Wednesday, July 25, 2012

1207.5583 (Kurt Liffman et al.)

Refractory Metal Nuggets -- Formation of the First Condensates in the Solar Nebula    [PDF]

Kurt Liffman, Francesco C. Pignatale, Sarah Maddison, Geoffrey Brooks
As gas flowed from the solar accretion disk or solar nebula onto the proto-Sun, magnetic pressure gradients in the solar magnetosphere and the inner solar nebula provided an environment where some of this infalling flow was diverted to produce a low pressure, high temperature, gaseous, "infall" atmosphere around the inner solar nebula. The pressure in this inner disk atmosphere was mainly dependant on the accretion flow rate onto the star. High flow rates implied relatively high pressures, which decreased over time as the accretion rate decreased. In the first hundred thousand years after the formation of the solar nebula, accretional flow gas pressures were high enough to create submicron-sized Refractory Metal Nuggets (RMNs) - the precursors to Calcium Aluminum Inclusions (CAIs). Optimal temperatures and pressures for RMN formation may have occurred between 20,000 to 100,000 years after the formation of the solar nebula. It is possible that conditions were conducive to RMN/CAI formation over an eighty thousand year timescale.
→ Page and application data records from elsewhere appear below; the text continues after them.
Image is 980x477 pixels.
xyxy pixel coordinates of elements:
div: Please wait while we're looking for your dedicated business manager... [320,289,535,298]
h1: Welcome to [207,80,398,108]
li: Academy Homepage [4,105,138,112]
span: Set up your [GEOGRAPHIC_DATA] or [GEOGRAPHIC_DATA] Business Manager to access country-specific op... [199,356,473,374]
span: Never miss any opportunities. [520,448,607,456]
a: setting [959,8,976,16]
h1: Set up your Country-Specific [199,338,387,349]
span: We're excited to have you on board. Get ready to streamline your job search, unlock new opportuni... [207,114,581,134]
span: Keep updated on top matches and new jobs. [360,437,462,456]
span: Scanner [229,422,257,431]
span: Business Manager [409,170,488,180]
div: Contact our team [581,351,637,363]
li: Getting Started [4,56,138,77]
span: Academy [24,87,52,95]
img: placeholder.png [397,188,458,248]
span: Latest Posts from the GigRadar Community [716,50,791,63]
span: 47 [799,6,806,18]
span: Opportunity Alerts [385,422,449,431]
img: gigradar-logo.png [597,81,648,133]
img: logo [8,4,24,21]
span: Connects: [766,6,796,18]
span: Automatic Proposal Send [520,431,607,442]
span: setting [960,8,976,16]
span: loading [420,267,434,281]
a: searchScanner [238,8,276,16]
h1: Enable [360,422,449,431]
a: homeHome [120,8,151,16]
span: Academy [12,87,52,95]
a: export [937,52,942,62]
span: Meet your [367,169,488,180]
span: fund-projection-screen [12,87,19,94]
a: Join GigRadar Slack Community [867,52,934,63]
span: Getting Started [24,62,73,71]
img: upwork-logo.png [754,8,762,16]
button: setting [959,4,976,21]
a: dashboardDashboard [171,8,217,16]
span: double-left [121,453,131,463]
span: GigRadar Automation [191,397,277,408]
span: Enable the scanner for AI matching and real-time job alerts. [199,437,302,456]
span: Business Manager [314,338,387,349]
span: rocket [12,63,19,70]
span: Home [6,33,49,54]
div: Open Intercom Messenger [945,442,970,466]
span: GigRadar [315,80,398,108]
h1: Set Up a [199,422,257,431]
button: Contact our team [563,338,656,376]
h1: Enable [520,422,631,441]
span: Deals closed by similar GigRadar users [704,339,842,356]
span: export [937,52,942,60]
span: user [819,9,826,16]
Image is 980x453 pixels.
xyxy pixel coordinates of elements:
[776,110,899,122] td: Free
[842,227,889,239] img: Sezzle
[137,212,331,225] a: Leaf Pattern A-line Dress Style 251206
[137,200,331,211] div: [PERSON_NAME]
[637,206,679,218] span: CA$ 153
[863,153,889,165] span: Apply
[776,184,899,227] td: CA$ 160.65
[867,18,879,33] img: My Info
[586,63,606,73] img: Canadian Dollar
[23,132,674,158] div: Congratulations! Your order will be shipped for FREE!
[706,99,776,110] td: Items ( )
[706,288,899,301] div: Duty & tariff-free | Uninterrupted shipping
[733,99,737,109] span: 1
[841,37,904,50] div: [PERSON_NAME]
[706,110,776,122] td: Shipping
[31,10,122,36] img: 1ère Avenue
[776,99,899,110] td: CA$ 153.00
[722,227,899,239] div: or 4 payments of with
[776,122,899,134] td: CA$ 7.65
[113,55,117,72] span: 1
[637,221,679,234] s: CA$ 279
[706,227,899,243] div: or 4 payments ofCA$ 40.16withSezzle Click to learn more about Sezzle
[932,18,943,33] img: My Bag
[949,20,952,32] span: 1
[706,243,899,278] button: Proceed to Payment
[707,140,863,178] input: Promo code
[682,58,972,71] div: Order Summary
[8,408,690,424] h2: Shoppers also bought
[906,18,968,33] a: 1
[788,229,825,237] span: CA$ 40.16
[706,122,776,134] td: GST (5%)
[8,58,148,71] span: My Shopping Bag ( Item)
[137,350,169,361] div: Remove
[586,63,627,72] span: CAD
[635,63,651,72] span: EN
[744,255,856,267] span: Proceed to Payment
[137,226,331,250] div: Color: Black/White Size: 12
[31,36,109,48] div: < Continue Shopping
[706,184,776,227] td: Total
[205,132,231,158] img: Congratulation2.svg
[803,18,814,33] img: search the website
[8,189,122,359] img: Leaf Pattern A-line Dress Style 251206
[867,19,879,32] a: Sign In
The "infall" atmosphere and the condensation of refractory particles within this atmosphere may be observable around the inner disks of other protostellar systems. The interaction of forces from magnetic fields with the radiation pressure from the proto-Sun and the inner solar accretion disk potentially produced an optical-magnetic trap above and below the inner solar nebula, which provided a relatively stable environment in which the RMNs/proto-CAIs could form and grow. These RMN formation sites only existed during accretion events from the proto-solar disk onto the proto-Sun. As such, the formation and growth time of a particular RMN was dependent on the timescale of its nascent accretion event.